Outcomes: allowance ratio 0.4% → 2.3%, bad debt expense normalized at 1.9% of revenue, operating margin fell to a sustainable 11.8%, and auditors added a material weakness on credit estimation that was remediated in 2026. Stock fell 22% on the restatement — but subsequent quarters showed no further surprise write-offs.

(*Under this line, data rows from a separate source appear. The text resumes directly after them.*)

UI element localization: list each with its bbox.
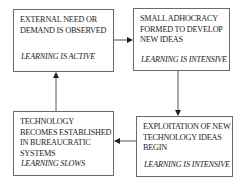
title-line: DEMAND IS OBSERVED: [20, 26, 113, 37]
title-line: TECHNOLOGY: [20, 117, 113, 128]
node-status: LEARNING SLOWS: [21, 159, 85, 170]
title-line: EXPLOITATION OF NEW: [143, 122, 232, 133]
node-title: SMALL ADHOCRACY FORMED TO DEVELOP NEW ID…: [140, 14, 229, 46]
title-line: IN BUREAUCRATIC: [20, 138, 113, 149]
title-line: SMALL ADHOCRACY: [140, 14, 229, 25]
title-line: BECOMES ESTABLISHED: [20, 128, 113, 139]
title-line: TECHNOLOGY IDEAS: [143, 133, 232, 144]
node-status: LEARNING IS INTENSIVE: [141, 55, 227, 66]
title-line: SYSTEMS: [20, 149, 113, 160]
title-line: NEW IDEAS: [140, 35, 229, 46]
title-line: EXTERNAL NEED OR: [20, 15, 113, 26]
node-exploitation: EXPLOITATION OF NEW TECHNOLOGY IDEAS BEG…: [136, 116, 233, 177]
node-external-need: EXTERNAL NEED OR DEMAND IS OBSERVED LEAR…: [13, 9, 114, 72]
node-title: TECHNOLOGY BECOMES ESTABLISHED IN BUREAU…: [20, 117, 113, 159]
title-line: FORMED TO DEVELOP: [140, 25, 229, 36]
node-title: EXPLOITATION OF NEW TECHNOLOGY IDEAS BEG…: [143, 122, 232, 154]
node-status: LEARNING IS ACTIVE: [21, 52, 95, 63]
node-technology-established: TECHNOLOGY BECOMES ESTABLISHED IN BUREAU…: [13, 111, 114, 176]
node-title: EXTERNAL NEED OR DEMAND IS OBSERVED: [20, 15, 113, 36]
node-status: LEARNING IS INTENSIVE: [144, 160, 230, 171]
title-line: BEGIN: [143, 143, 232, 154]
node-small-adhocracy: SMALL ADHOCRACY FORMED TO DEVELOP NEW ID…: [133, 8, 230, 71]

Investors who had tracked allowance-to-DSO divergence reduced exposure six months earlier.

Technique decision table

Metric / approachBest forWeak when
Allowance ÷ gross ARReserve adequacy vs peers; spotting releasesBusiness mix shifts (e.g., more government AR)
Bad debt expense ÷ revenueTrending normalized credit costLumpy large write-offs — use 4-quarter average
Allowance roll-forwardSeparating provision from write-offsFootnote omitted (rare for public filers)
DSO + allowance combined screenQuick quarterly quality checkTerms genuinely renegotiated (verify in 10-K)
90+ day aging vs allowanceNear-term default riskAging not disclosed (many companies omit)
Cash conversion cycle Cash impact of net AR changesService businesses with immaterial AR
Beneish M-score DSRI Forensic screen when AR/revenue divergesNot a standalone fraud proof

Common pitfalls

  • Using net AR in the allowance ratio — divide by gross AR or the ratio looks artificially high.
  • Ignoring contract assets (unbilled receivables) — ASC 606 SaaS companies often carry large contract asset balances with separate CECL pools.
  • Treating one-time write-offs as non-recurring forever — if underwriting was weak, future losses may match.
  • Comparing allowance ratios across industries — healthcare and telecom carry structurally higher reserves than grocery distribution.
  • Missing allowance on other receivables lines — employee advances, vendor rebates, and notes receivable may have separate reserves.
  • Forgetting currency translation — FX moves gross AR and allowance together but can distort quarter-over-quarter ratio changes.
  • Equating lower bad debt expense with better operations — it may be a reserve release, not improved collections.

Investor checklist

  • Locate gross AR, allowance, and net AR on the balance sheet each quarter.
  • Calculate allowance ÷ gross AR; plot vs trailing eight quarters.
  • Read the allowance roll-forward in credit-loss footnotes (ASC 326).
  • Compare bad debt expense to write-offs — flag provision shortfalls.
  • Pair allowance trend with DSO and revenue growth deltas.
  • Check customer concentration (>10% of AR) and related-party balances.
  • Review aging buckets if disclosed; test coverage of 60+ day balances.
  • Scan MD&A for reserve releases and CECL methodology changes.
  • Reconcile net AR change to operating cash flow working-capital line.
  • Benchmark allowance ratio against two direct peers in the same credit model.

Key takeaways

  • The allowance is a contra-asset estimate of uncollectible AR — net AR is what the balance sheet carries.
  • Bad debt expense builds the reserve; write-offs consume it — the roll-forward connects income statement to balance sheet.
  • CECL requires forward-looking loss estimates — falling reserves during rising DSO deserve skepticism.
  • Harbor Telecom’s $31M charge followed years of reserve releases — the warning signs were in the footnotes.
  • Always pair allowance ratios with DSO and cash flow — no single line item tells the whole credit story.